Wednesday, January 22nd, 2014

British Filmmaker John Akomfrah Presents a Powerful New Film Installation

July 12, 2010 by  
Filed under Multimedia Art

LONDON.- Mnemosyne by celebrated British filmmaker and artist John Akomfrah (b.1957) is a powerful new film installation which focuses on the experience of migrant labour in the UK – a poetic essay on the themes of memory and migration. To make it Akomfrah combined newly shot footage with archive material from the various television and film archive libraries. Mnemosyne opened at the BFI Gallery on 10 July and runs until 30 August 2010. Admission is free.

Mnemosyne refers to the mother of the nine Muses, the personification of memory in Greek mythology. Akomfrah’s work questions memory and suggest the possibility for endless re-interpretation of historical events by interweaving archival footage from 1952 to 1981 with contemporary ‘portraits’ of Britain and extracts of new work filmed in a remote snowy landscape.

John Akomfrah Mnemosyne 580x388 British Filmmaker John Akomfrah Presents a Powerful New Film Installation

John Akomfrah, Mnemosyne

Often referred to as ‘film essays’, Akomfrah’s work involves the creation of quasi-fictional scenarios, a questioning of the evidence found in archival material. For Mnemosyne, he used the BBC archives as a starting point to explore attitudes, assumptions and understandings about life in the West Midlands during a key moment in Britain’s immigrant history.

Snatches of Homer’s Iliad with its themes of journeying, alienation, reconciliation and memory are narrated in voiceover through the nine ‘chapters’ of the film each section named for one of the Muses.

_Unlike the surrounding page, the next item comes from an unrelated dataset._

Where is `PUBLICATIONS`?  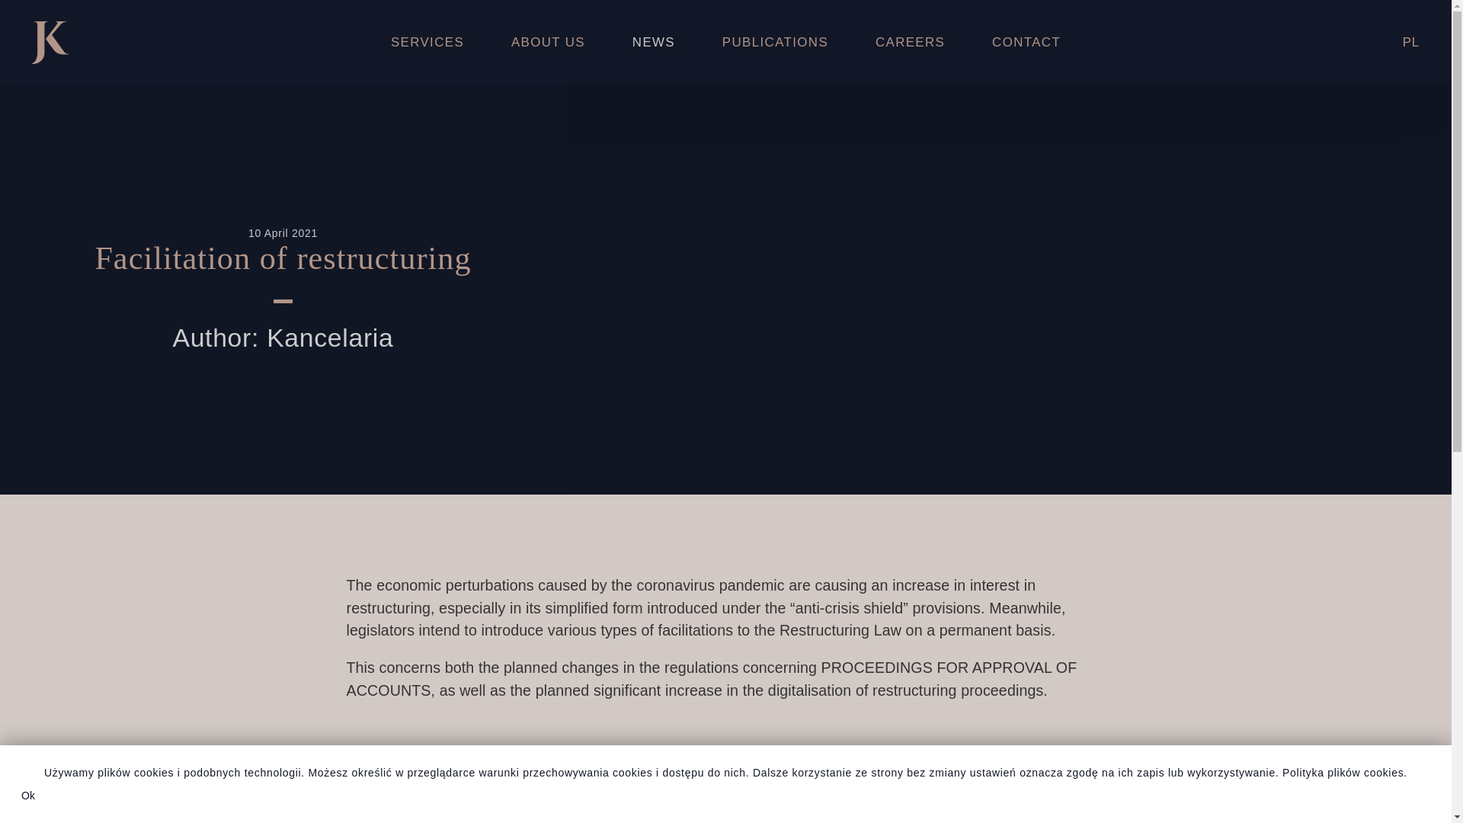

Akomfrah says: ‘Going through the archives was an amazing voyage of memory and discovery. I am using the expression ‘tone poem’ to suggest the lateral journeys within Mnemosyne that play on the main theme of fragility, the burden and the excess of remembering’.

Born in Accra, Ghana in 1957, the son of Ghanaian political activists, Akomfrah was educated in West London and at Portsmouth Polytechnic where he graduated in Sociology in 1982.

He is best known for his work with the London-based media cine-cultural studio, the Black Audio Film Collective, which he co-founded in 1982 with the objective of addressing issues of Black British identity. Akomfrah’s directorial debut was the controversial, influential and Grierson award winning film Handsworth Songs (1986) which explored the history of the contemporary British Black experience. As well as making films for the cinema he has directed several films for gallery spaces, many television programmes and has written widely about African cinema. He is currently developing a film installation for a gallery with the cultural theorist Professor Stuart Hall, a film on ex Black Panther Kathleen Cleaver and various feature films ideas.